The Internet is changing the way we communicate. These days it’s all about tweets and status updates, short sentences and quick comments that show up in our ‘in-boxes.’ But what does it all add up to? Virginia Tech English Professor Matthew Vollmer is exploring what this modern medium can do for literature and what literature can do for it.
Matthew Vollmer began working on this book in 2016.“I was at a place with social media where, having been on it for 8 or 9 years, I was very conditioned to check it frequently and it seemed like it reached a threshold of diminishing returns. I would go on and look at Facebook and everyone was outraged. They were outraged at Hilary. They were outraged at Trump," Vollmer remembered. "And I sort of, missed what I had come to Facebook for, which was an escape, just to see some sort of idiosyncrasies of a friend or acquaintance.”
But, status updates had become the new ‘go to’ medium. Move over email, forget about handwritten notes or letters in the mail, without an ‘e’ before the word.
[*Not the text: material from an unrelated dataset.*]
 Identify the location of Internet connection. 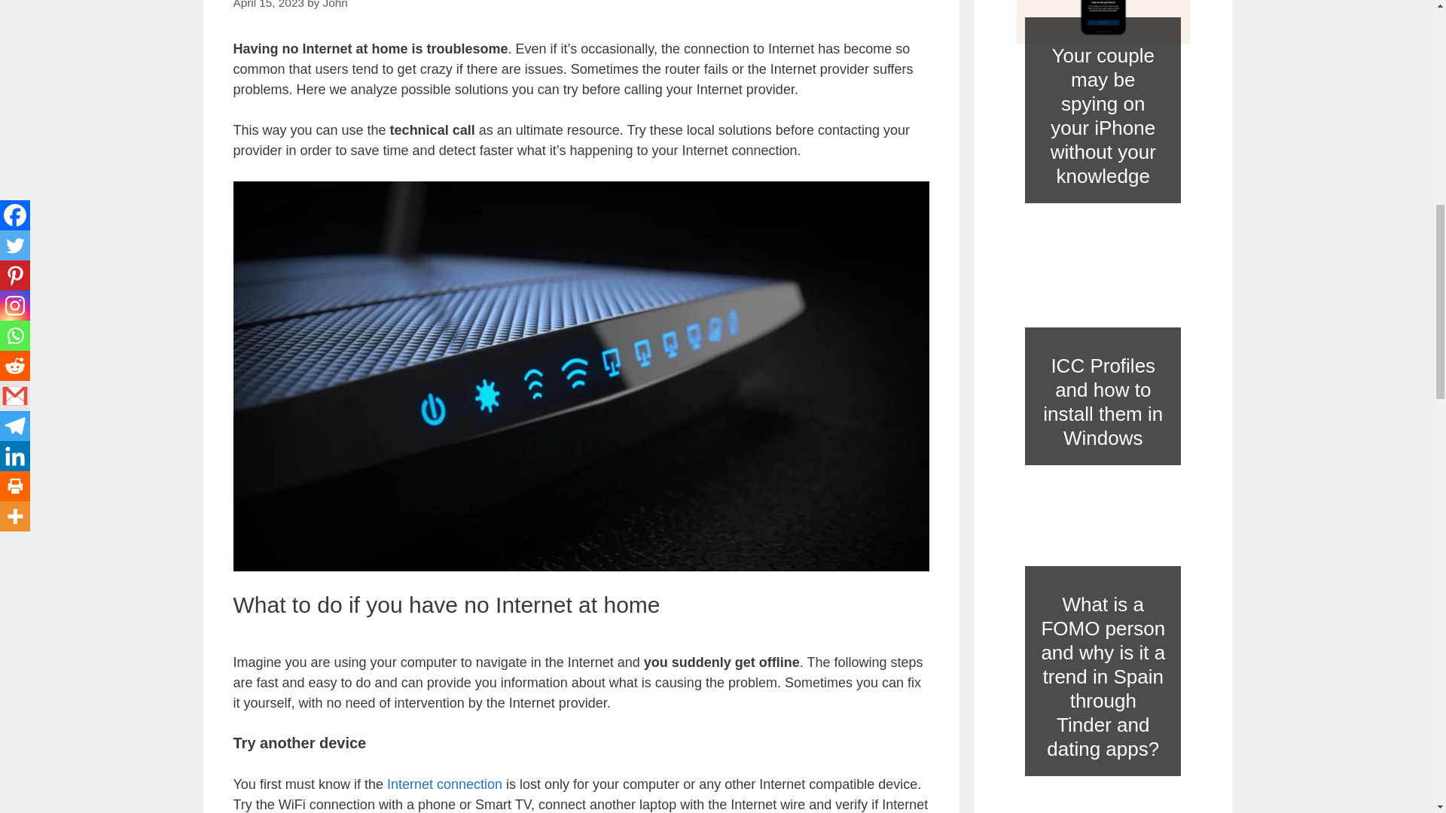
(444, 785).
So, one evening, Vollmer being a writer, well, he needed to write something.
This is what he typed on his computer: “Status Update: It’s 2016 and homes are still being raided for Marijuana. Tropical Smoothie Café opened in Blacksburg today. Another black man was shot by police. I can’t believe I’m running the dish washer again. My bike can’t ride itself. I miss the ocean. My closest family members are in Wyoming, which is possibly the most beautiful state ever created. I saw a baby deer nursing from its mother today in the middle of the road. I ate a slice of pizza big enough to wrap around my face. Ernst Becker’s “Denial of Death” is a good book. My best friends don’t live next door. My neighbor brought me a piece of junk mail and laughed at the look on my face because I was sure she would be a proselytizer….”
The next morning, he opened Facebook he saw that his anecdotal musings had actually gotten a lot of attention. People were posting that they liked the way he strung together a series of juxtapositions, ideas, associations, and new ideas that grew out of them. So, he thought, OK I’ll do another one. And it got the same reaction.
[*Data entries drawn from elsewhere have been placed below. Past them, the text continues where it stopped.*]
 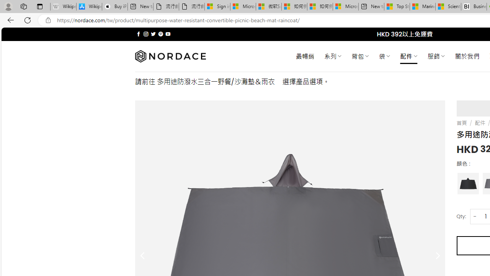 What do you see at coordinates (168, 34) in the screenshot?
I see `Follow on YouTube` at bounding box center [168, 34]. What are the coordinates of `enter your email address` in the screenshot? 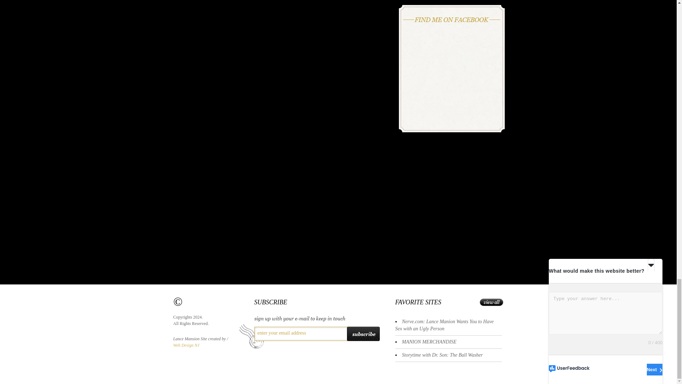 It's located at (299, 332).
“There was a sort of liberation to start at one place and not know where I was going to go and follow the association within and be able to subvert that adding something totally unrelated as a juxtaposition, because that felt real to me in terms of how consciousness works," Vollmer said.
Vollmer jokes that this writing project not only allowed him to legitimize his Internet addiction, it also gave him a sort of research project. Each entry led him, of course, back to the Internet to confirm the facts and flesh out the details in his written meanderings.
“Each essay presented itself as a fascinating opportunity to learn a little bit more about whatever subject I had chosen to sort of mediate on or think about.”
Vollmer says this may be why he gravitated to this form of writing. “It is getting harder and for me to sit down and or work or read for hours at a time. I have to punctuate my day with little escapes into the netherworld of the Internet.”
And, these days, who doesn’t?
“I was really trying to create an analog of consciousness, which is impossible to do, but to come as close as I could to representing my mind at work on the day’s problems, the day’s joys the day’s sorrows, the day’s anger; the whole emotional pallet that is available to me as a person who exists in a world that seems to be growing more and more chaotic.”
Matthew Vollmer is the author of Gateway to Paradise, Future Missionaries of America, and Inscriptions for Headstones. With David Shields, he co-edited FAKES: An Anthology of Pseudo- Interviews, Faux-Lectures, Quasi-Letters, “Found” Texts, and Other Fraudulent Artifacts, and he served as editor for The Book of Uncommon Prayer, an anthology of everyday invocations featuring the work of over 60 writers. The winner of a 2010 NEA grant for literature, Vollmer is an Associate Professor of English at Virginia Tech. He lives in Blacksburg, VA, with his wife and son.